This is the inaugural episode of an on-going mini-series for the Riskgaming podcast we’re dubbing the Orthogonal Bet. Organized by our scientist-in-residence Sam Arbesman, the goal is to take a step back from the daily machinations that I, Danny Crichton, generally host on the podcast to look at what Sam describes as “…the interesting, the strange, and the weird.
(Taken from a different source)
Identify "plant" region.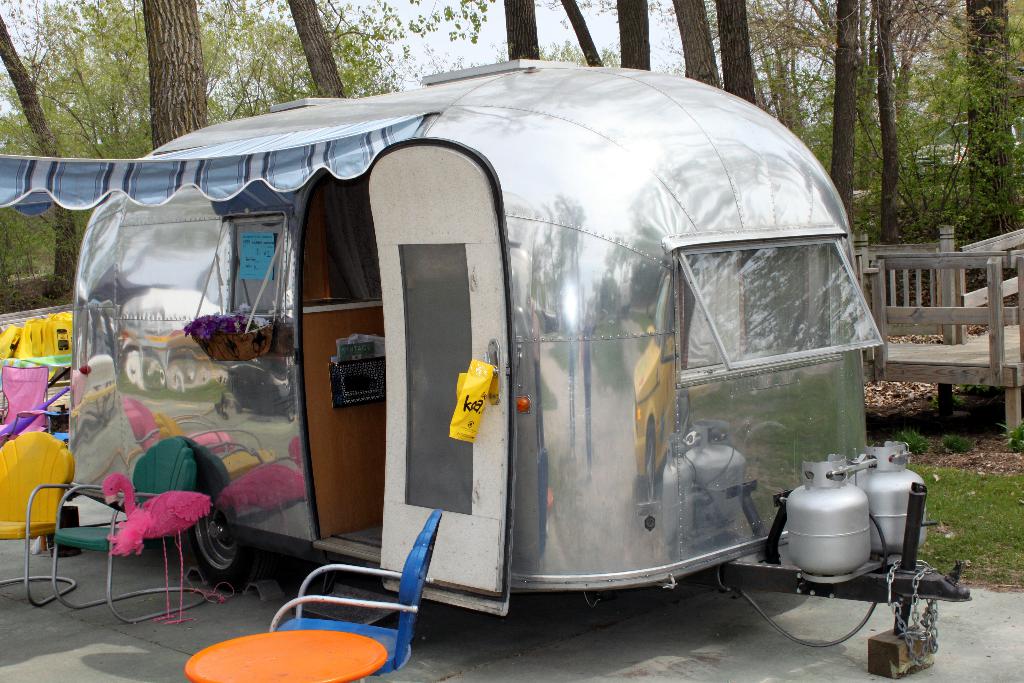
Region: l=889, t=423, r=931, b=457.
Ideas and topics that ignite our curiosity are worthy of our attention, because they might lead to advances and insights that we can’t anticipate.”
To that end, today our guest is Matt Webb, a virtuoso tinkerer and creative whose experiments with interaction design and technology have led to such apps as the Galaxy Compass (an app that features an arrow pointing to the center of the universe) and Poem/1, a hardware clock that offers a rhyming poem devised by AI. He’s also a regular essayist on his blog Interconnected.
We latched onto Matt’s recent essay about a vibe shift that’s underway in the tech world from the utopian model of progress presented in Star Trek to the absurd whimsy of Douglas Adams and The Hitchhiker’s Guide to the Galaxy. Along the way, we also discuss Neal Stephenson, the genre known as “design fiction,” Stafford Beer and management cybernetics, the 90s sci-fi show Wild Palms, and how artificial intelligence is adding depth to the already multitalented.